When we talk to advertisers about their pain points, the top things that trouble them all have to do with measurement:

  1. Determining ROI
  2. Ad fraud
  3. Inaccurate measurement
  4. Incomplete cross-media measurement

We can all agree that the state of measurement in our industry is woeful. 87% of advertisers hold back spending due to poor measurement. So not only is the state of measurement woeful, it’s costing media sellers a lot of money. This is an expensive problem to have. Why haven’t we solved it yet?

While advertisers believe that media sellers and ad tech companies should take as much responsibility for delivering good measurement based on universal KPIs as the measurement companies themselves (comScore, Nielsen, etc.), nobody wants to pick up this complicated, difficult hot potato.

Second, companies across the industry need to start working together on this problem if any real progress is to be made. This means eliminating conflicting results between providers. We’re not saying this will be more difficult than negotiating peace in the Middle East. But we are saying that this situation cries out for an inherently trustworthy technology that can deliver undisputable measurements across platforms.

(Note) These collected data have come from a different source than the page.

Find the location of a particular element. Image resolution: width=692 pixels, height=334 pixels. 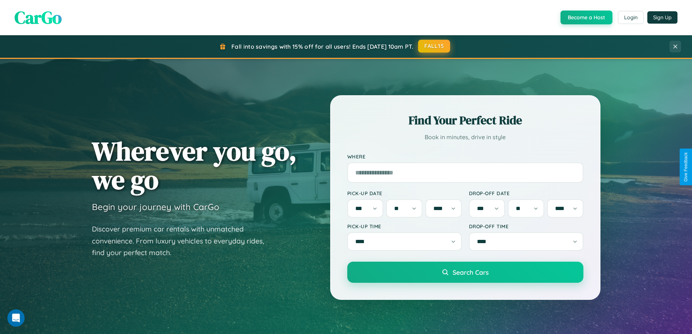

button: Sign Up is located at coordinates (662, 17).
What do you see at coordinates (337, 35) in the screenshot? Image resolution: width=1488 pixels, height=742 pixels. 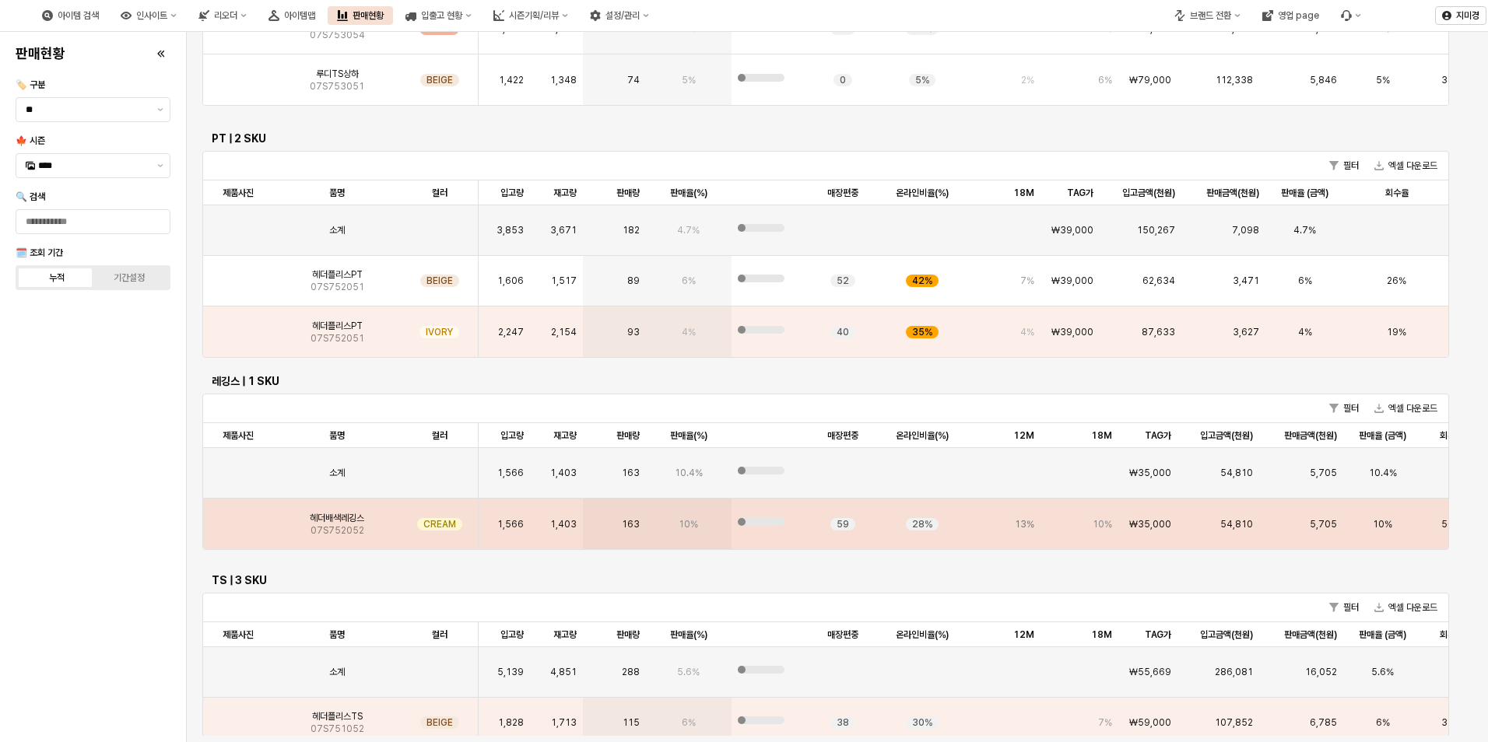 I see `span: 07S753054` at bounding box center [337, 35].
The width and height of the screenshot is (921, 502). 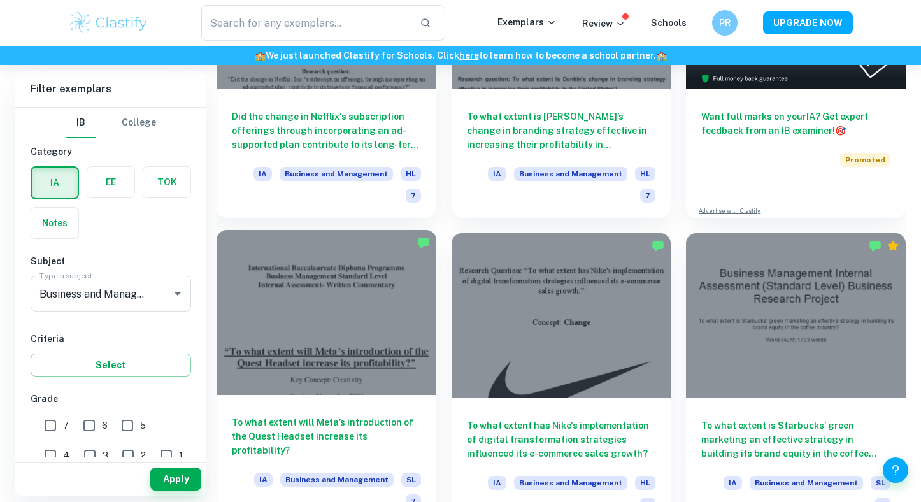 What do you see at coordinates (111, 399) in the screenshot?
I see `h6: Grade` at bounding box center [111, 399].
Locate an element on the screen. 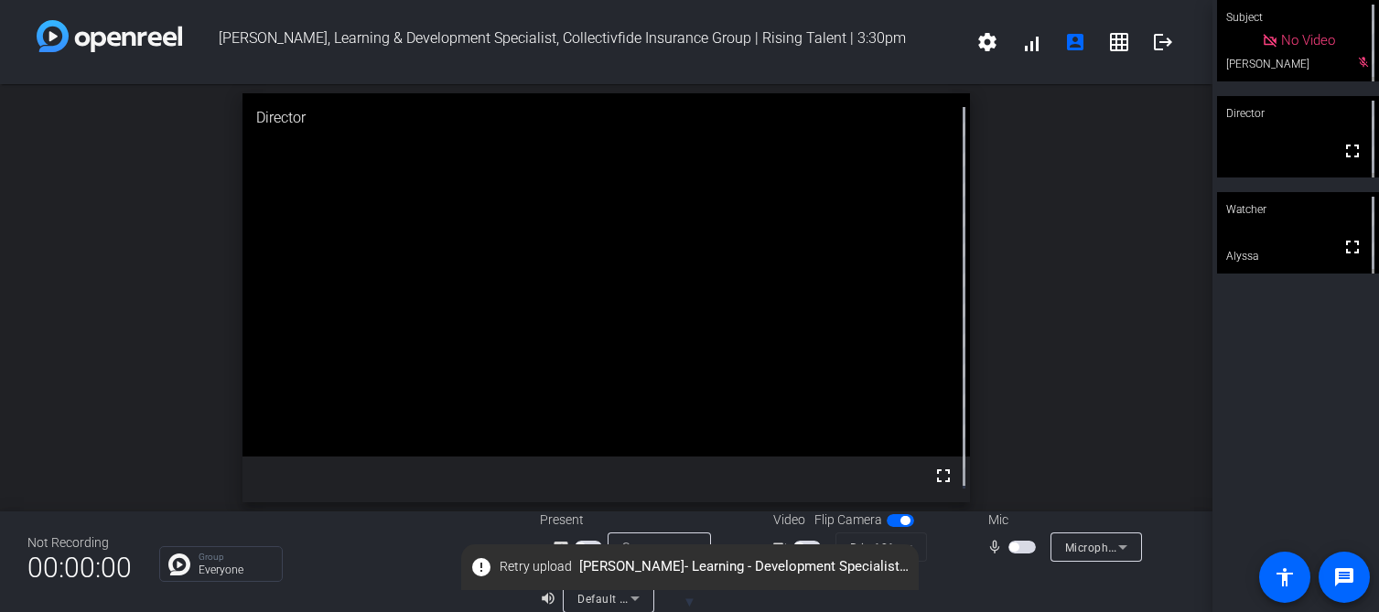  mat-icon: mic_none is located at coordinates (997, 547).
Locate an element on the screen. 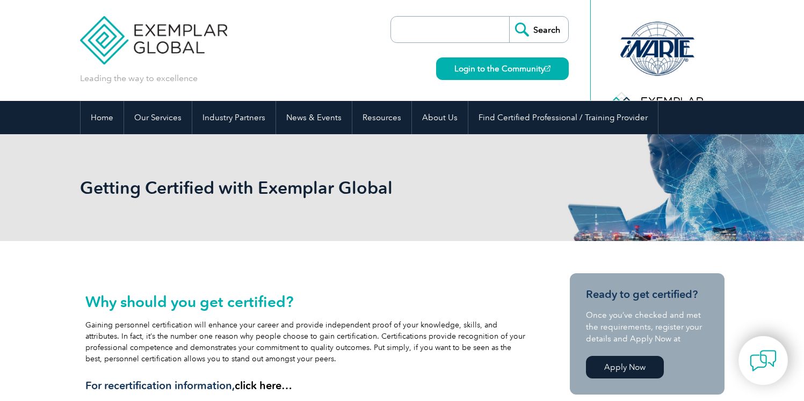 The width and height of the screenshot is (804, 401). h1: Getting Certified with Exemplar Global is located at coordinates (286, 187).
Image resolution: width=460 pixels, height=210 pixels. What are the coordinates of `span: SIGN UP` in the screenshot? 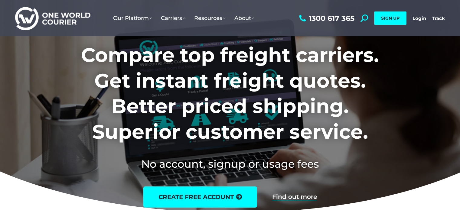 It's located at (390, 18).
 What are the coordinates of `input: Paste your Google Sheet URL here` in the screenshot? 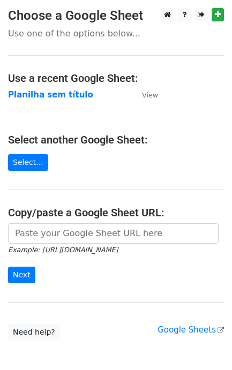 It's located at (113, 233).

This is a situation made for blockchain technology. Blockchain isn’t a new idea in ad tech, but it’s an idea that has yet to gain real ground with the builders in our industry. Blockchain technology can change the ad measurement landscape in three ways:

  1. It decentralizes measurement.

Media sellers don’t own the numbers, and neither does the ad tech company. The way blockchain works is that the database is hosted in parts across multiple computers in a network. This eliminates the risk of data manipulation.

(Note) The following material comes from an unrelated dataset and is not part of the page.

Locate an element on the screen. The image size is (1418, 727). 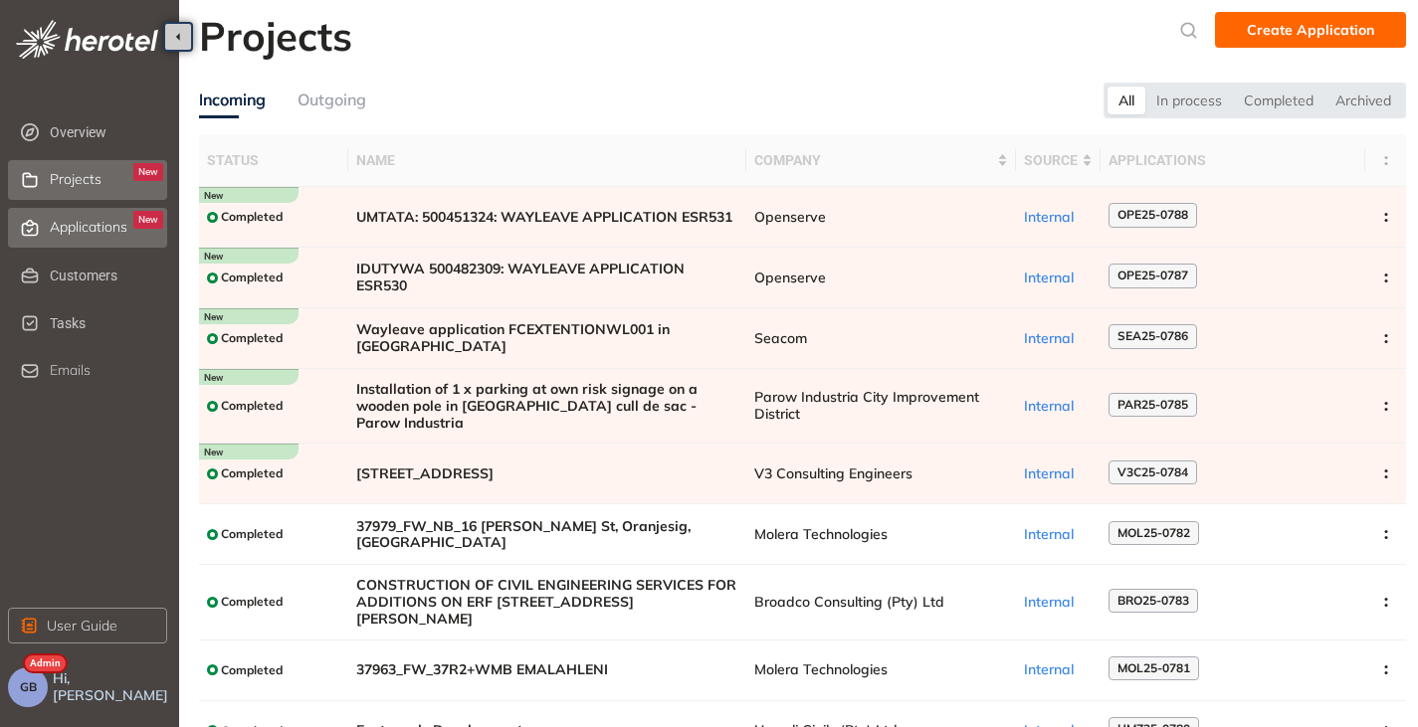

  1. It’s inherently trustworthy.

The records in the blockchain aren’t changeable. Once a block of data is verified, it can’t be altered. Anyone trying to hack into the blockchain will have to change the data at every node, which is impossible. Say goodbye to fraud.

  1. It will reduce costs.

Not only will blockchain streamline measurement by removing a long line of intermediaries and vendors, it will take huge chunks out of fraudulent ad spend.

From where we’re sitting, the blockchain revolution in advertising can’t come fast enough. What are your thoughts on this potentially disruptive technological breakthrough?